The world does think you know how to do this, which means you’ll be taken seriously.

People will talk to you. And more than that, because you’re actors, you understand what Ramona’s show means to her.

You won’t put it at risk. Actresses, detectives—it doesn’t matter to me, as long as someone finds her. ”

Sam leaned forward. “But if we find out she is at risk—”

“Then I’ll go straight to the police,” Macie said. “Right away, if I have a reason to believe she’s truly in danger.”

Sam was reassured. She was perfectly willing to go to the police herself, if it came to that.

“We’ll do it,” Vic said. “We’ll help you.”

“Vic,” Bex hissed.

“What? You can’t seriously be thinking of saying no? Macie came to us in the night! A woman is missing! You’re both in the same place at the same time! It’s destiny that you find Ramona. If you don’t help Macie, I will. My squad will back me up.”

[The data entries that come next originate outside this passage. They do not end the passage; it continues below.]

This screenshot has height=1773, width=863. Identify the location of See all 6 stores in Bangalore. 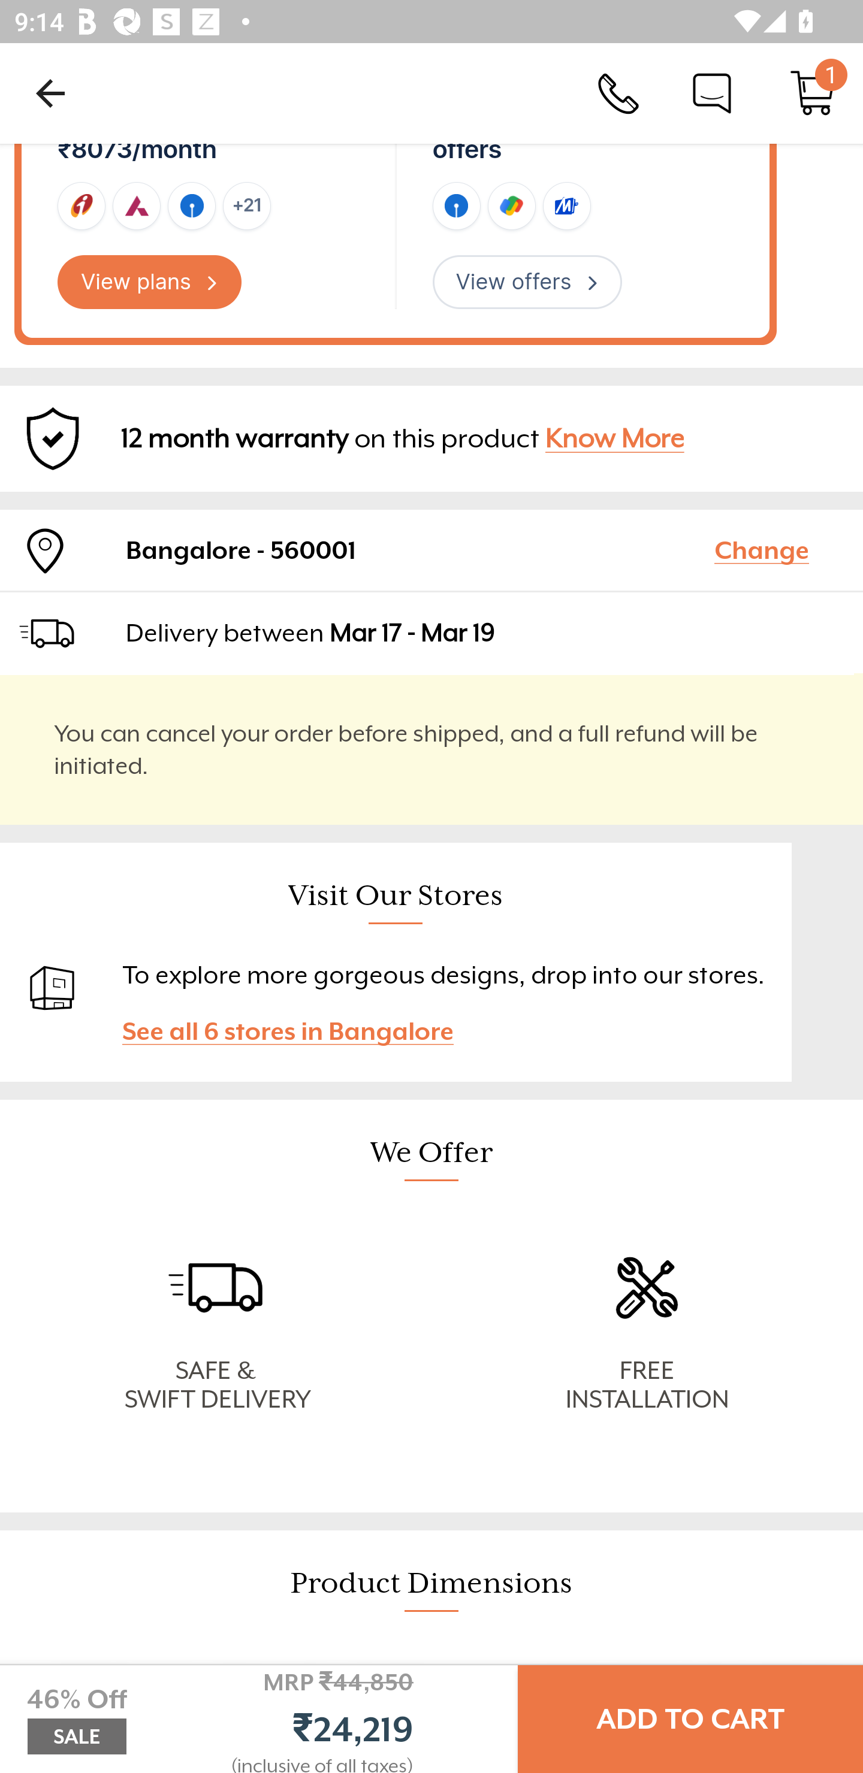
(297, 1031).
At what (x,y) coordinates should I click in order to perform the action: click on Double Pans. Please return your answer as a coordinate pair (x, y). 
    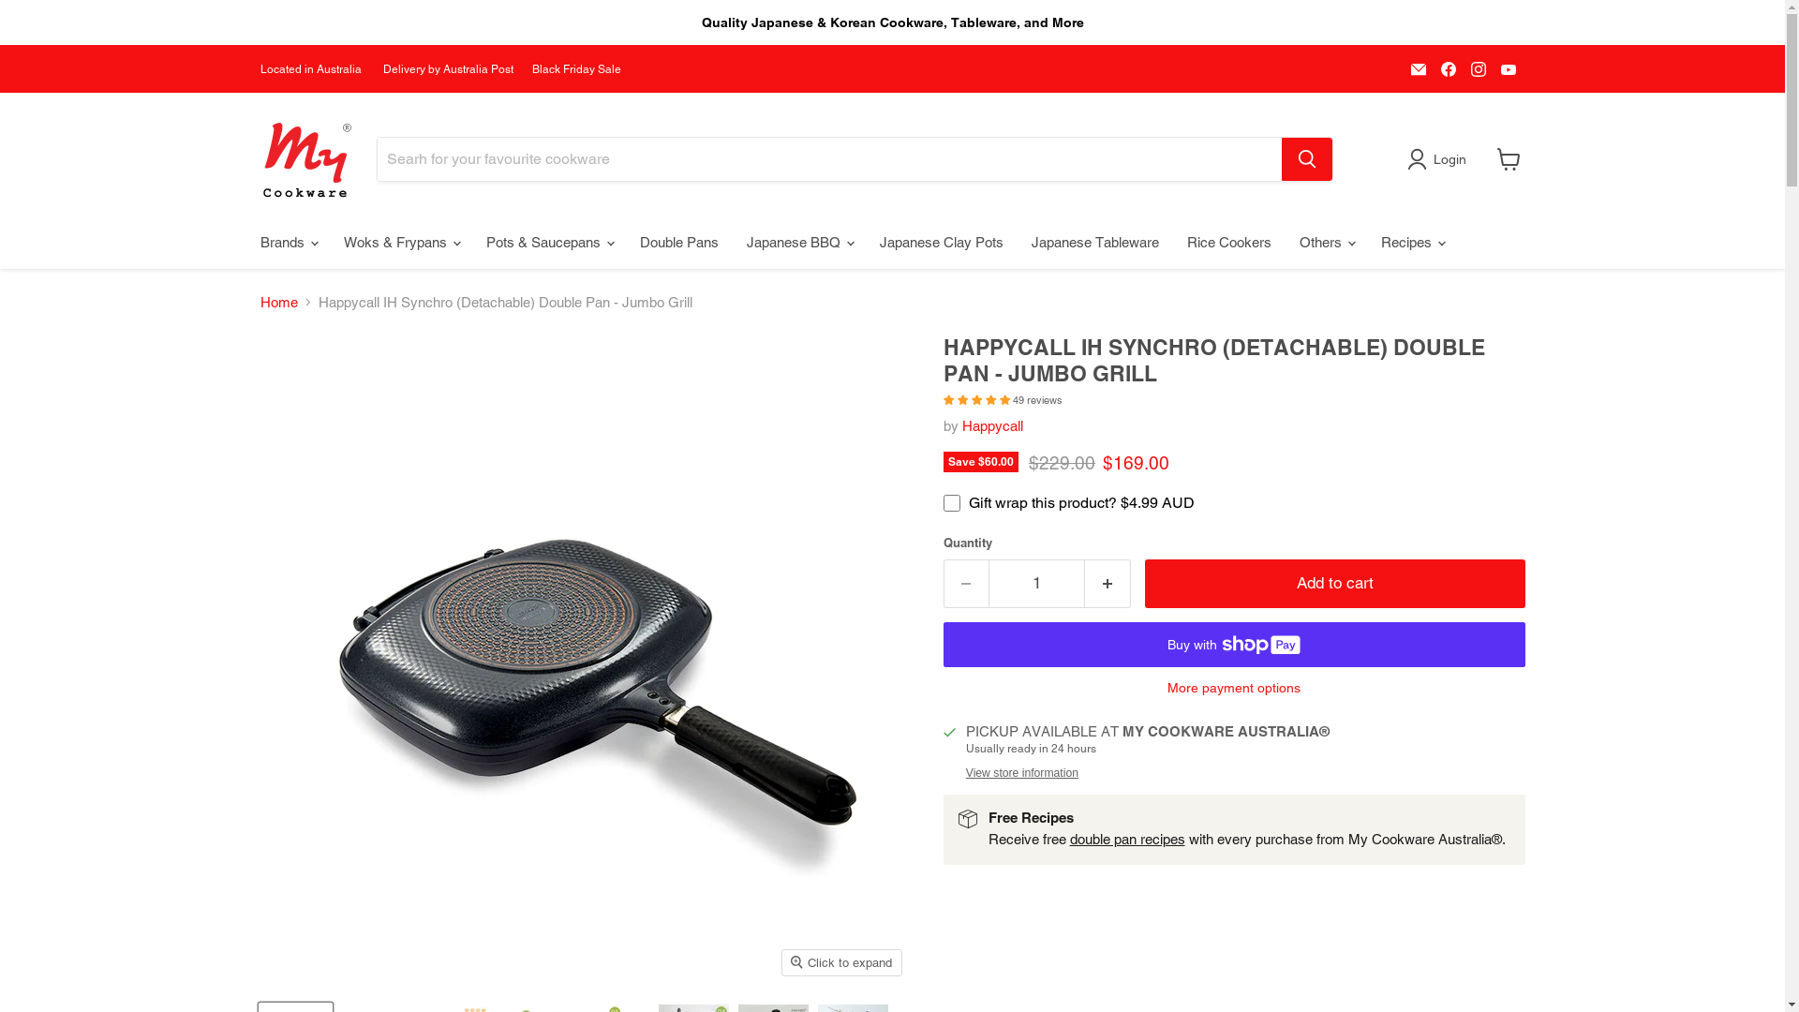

Sam winced. The idea of Vic’s action-seeking young Hollywood friends chasing down Ramona Watts made her more nervous than the thought of having to deal with Chad again.

“Sam?”

Bex’s thigh pressed hard against hers. In the low light, the freckles Bex often hid under makeup looked nearly three-dimensional against her shadowed skin. “Maybe it couldn’t hurt to ask a few questions?” she asked.

Sam glanced at Bex’s notebook, which was filled with her tidy handwriting, little boxes and stars, and many underlines. “You don’t really mean a few questions.”

Bex closed her notebook with a smile. “Maybe however many we need to ask.”

Whatever the circumstances, Sam wouldn’t say no to Bexley Simon. Even if she could, Sam wasn’t the kind of person to turn away a genuine request for help.

She’d go with the flow, same as always, and steal the time and space to connect with Bex wherever they could grab it. Sam knew how to do that. She’d made herself an expert at it.

But she couldn’t seem to feel as excited as Vic was or as emotionally invested as Bex already seemed to be at the prospect of digging up Ramona Watts’s secrets. And she couldn’t tell if that was because her time with Bex was precious or if her intuition was picking up on something darker.

“I’ll give you whatever phone numbers and introductions you need,” Macie said. “I’ll be the muscle where it’s necessary, if someone won’t take your call. Please.”

“Okay. Yes,” Sam said.

Bex reached out and touched Macie’s arm. “We’ll do what we can. Everything we can.”

Sam stood up, reaching her hand down for Bex, who took it and stood up, too. Instead of letting go, Bex twined their fingers together. The tight knot deep in Sam’s chest relaxed.

“Stay out here as long as you need to,” Bex said to Macie.

Sam pulled on Bex’s hand to draw her back inside the house and—if Vic managed to take the hint—offer Macie some privacy.

And to give Sam, finally, at least one minute alone with Bex.